Friday, January 14, 2005

Guatemala: Country of the Small

On New Year's Day I travelled to Antigua, Guatemala. This is a small and beautiful city. Damn beautiful. Every building in the city are old Spanish colonial-style buildings and it is ringed with extinct, perfectly cone-shaped volcanoes. However after admiring the beauty there wasn't actually much to do there, so I soon continued on to Panajachel.

Panajachel is a small village on a lake in the mountains, again ringed with volcanoes. Like Antigua it is beautiful. Damn beautiful. Like Antigua there wasn't actually much to do except admire the beauty.
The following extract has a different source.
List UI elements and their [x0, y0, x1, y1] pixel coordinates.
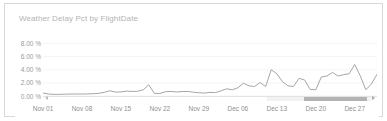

A large group of aging Americans hippies live here, still with long hair and beards and tie-dyed t-shirts, although the long hair and beards are very grey and the t-shirts cover big paunches.

Both Antigua and Panajachel are populated with midgets. Little people. Adults who are easily mistaken for children. I had to kneel down to talk with the hotel staff. They are Mayans, people who already populated that part of the world long before Christopher Columbus and his colonising cronies came sailing in. I guess they must all start smoking really young and it stunts their growth. The women wear bright, multicoloured, woven clothing, just like you would see in a National Geographic magazine. But they don't wear this for the tourists - it actually is how they dress every day.

Next stop was a town called Flores, which is on a small island in a lake, connected to the land by a causeway. The lake is surrounded by jungle, and there was no need to use an alarm clock in the morning. The combined squawking and chattering of a plethora of jungle birds and animals denied anyone the possibility of sleep. I think it is the first time I have enjoyed having my morning sleep disturbed since Saturday morning cartoons as a kid.

Unlike Antigua and Panajachel there definitely was something to do in Flores. Nearby are the ruins of the Mayan city of Tikal, which consists of a number of temples, pyramids, and other structures in the middle of the rainforest. Monkeys swing between the trees, iguanas scurry across the paths, and toucans sit around with their brightly-coloured beaks, doing toucan things and thinking toucan thoughts. You can climb up the tallest temple, which I did. I sat on the top of the pyramid, which took me above the rainforest canopy. The canopy is punctuated by other temples and is a serene view.